Hope for Hedgehog Habitat in The Future?
Thankfully, yes, there is. There are small but encouraging signs of recovery all over the place.
More than 13,000 hectares of new woodland were created in the UK last year. This falls short of the government target of 20,000 - but given the year we had, not bad going.
The planting is going on in rural areas and in great little "tiny forest" projects like this one in Bristol, which will support out urban hogs.
Although meadows are no longer much of a part of our rural landscape you've probably noticed them springing up all over our towns and cities and along our roadsides, even in our gardens. It will take decades for these to develop the biodiversity or the established meadows we have lost. But even in its first year a wildflower meadow can provide a valuable boost to invertebrates and hence to hedgehogs.
One of the promises of Brexit has been that instead of subsidising farmers for food production (as they are under EU regulations) they will be subsidised for land management. Farmers are nervous about the change, but if the promise holds good, we should see the return of hedgerows, uncultivated marginal strips in fields, ponds and copses. It could make a massive difference to our hedgehogs.
And in towns, cities and suburbs the creation of hedgehog-friendly habitat is well underway. And whilst numbers still continue to fall in the countryside, help from humans means that the fall is less severe in urban areas, and in some placed they may even be on the increase.
Organisations like Hedgehog Street have helped to build huge public interest in the fate fo the hedgehog.
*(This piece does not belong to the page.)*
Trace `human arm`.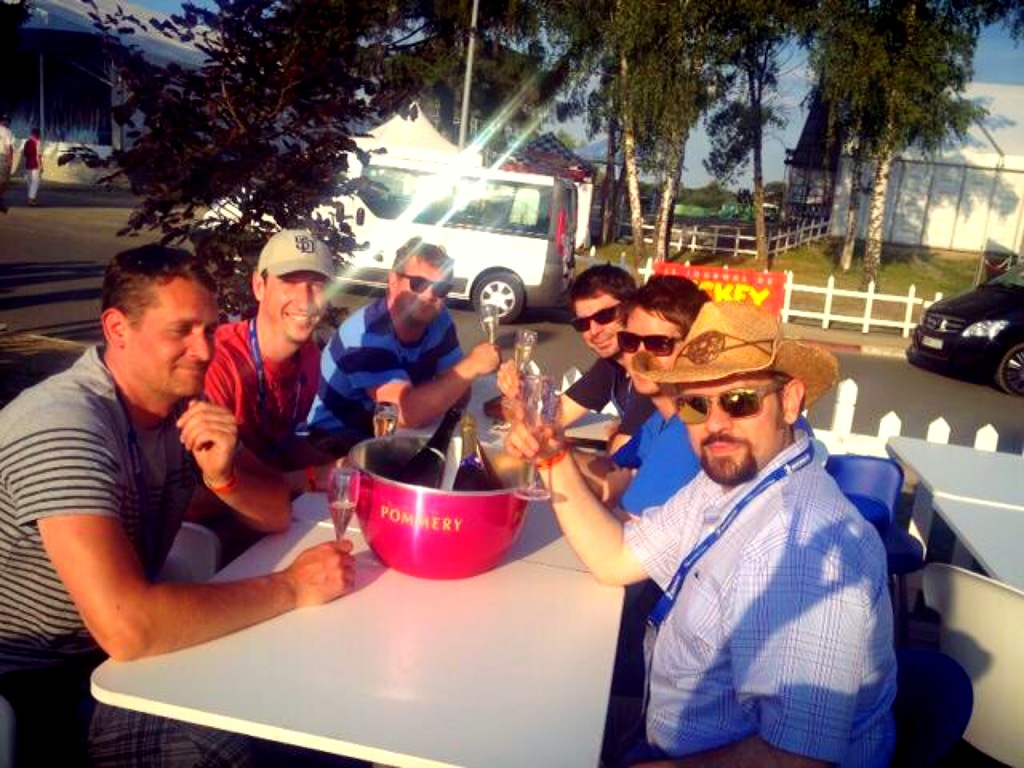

As a result of this, more and more of us are creating hedgehog friendly gardens, feeding our local hogs and offering them shelter in hedgehog houses.
We now boast quite a network of hedgehog highways, allowing hogs to move around our inhabited areas without dicing with death on our roads.
And in 2020 The British Hedgehog Preservation Society scored a big win for our hogs by ensuring that all new residential developments are now legally required to include hedgehog highways.
Public bodies are getting in on the act too. For example, 23 Universities are now signed up as "Hedgehog Friendly Campuses" in the UK. Large spaces like parks, recreation grounds and campuses can provide idea hedgehog habitat if properly managed.
Hedgehog Habitat Destruction - Past its Peak?
The hedgehog is supremely adaptable and can live in a vast range of different climates and habitats.
But in the UK the last century has been disastrous for hedgehogs. Wholesale distractions of the places hedgehogs live has pushed the species to the brink of destruction.
There are encouraging signs now. We are starting to value our environment more, and this includes our hedgehogs and the places they live.
We will need to be vigilant though to ensure these early signs of recovery continue. Humans in the Uk and worldwide will face enormous challenges in the aftermath of the Covid pandemic. And we have a lousy track record of caring for other species when we ourselves are under pressure. Let's hope that our growing awareness of every creature's importance to the further of the planet helps keep our hedgehogs and their homes safe.
We hope you've found this article interesting and useful. Do you have suggestions or questions? We'd love to hear them - leave us a comment below.
4 comments
We have a stone log store. Our logs are stored quite high and on pallets, to keep the logs dry. We have just discovered two hedgehogs asleep/hibernating under the pallets as our logs are now somewhat diminished.
My question – we need to restock our log store, can we re stack with new logs on the pallet so they are covered again?
Look forward to hearing from you.
Lynn
Hedgehogs may burrow for protection under sheds and patios, but rats may also be present. Look for separating tracks or droppings to identify the culprit, and consider visiting a pest management professional for exact identification. For more you can visit animalsbeach
Do Hedgehogs barrow under sheds and patios Or do I have rats ?
Hi Linda,
It sounds like you are doing everything you should be. You will know not to disturb them and just up the feeding when they start to emerge in March.